What are some things a first line *shouldn’t* be? What are some things that you’ve read in first lines that really rubs you the wrong way?

Brevity is the soul of wit, complex sentences that try to summarize the whole story and all its nuances are annoying and obnoxious. Avoid that at all costs. Polarizing statements or heavy handed attempts to manipulate your readers’ emotions are also traps to avoid.

It’s like starting a conversation with a bitch slap!

Do you have any suggestions for other authors on how to write a great first line? Have you heard any great advice yourself?

Don’t worry about it. Seriously. Write. Revise. Rewrite. That “perfect” first line might be buried in the story. Revisions might suggest it. It may not even exist at all. Focus on writing a good story and the pieces will come together naturally. Don’t force it.

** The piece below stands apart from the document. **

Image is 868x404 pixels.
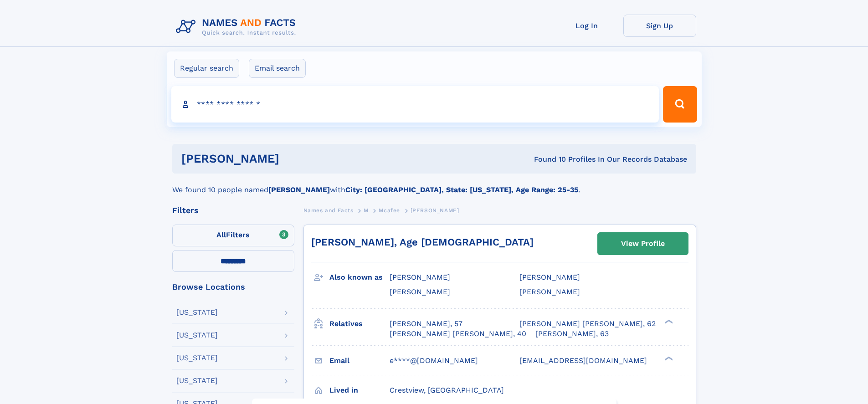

The advice that I have heard and read is to start your story in the middle of the action and this will propel the story, but no one has ever given specific advice as to the structure or content of the first line.

The truth is that every story is different and you cannot predict whether the line will have the desired effect. The most often quoted best first line is “Call me Ishmael.” If you do not understand the context of it at this point, would you choose such a line to begin your story? Probably not. What determines the brilliance of that first line is how it is received.

Do you have any final words?

I suppose that there is something poetic about really compelling first lines. Finding the right words isn’t always easy but it is always worth the effort.

Kali Amanda Browne was born in New York City, came of age in Puerto Rico and has lived her entire adult life in Brooklyn, NY. Writer, food enthusiast, devoted daughter, marketing specialist, technology analyst, big mouth with a daemon tongue, geek with pagan tendencies. Titles in her arsenal include two volumes of food essays and recipes, a crime novel, a couple of short stories and an anthology of journals. The next challenge is a steampunk series with a very sassy heroine and her fantastic journeys in a new, strange world; a detective story; and a cookbook of Latin American delicacies.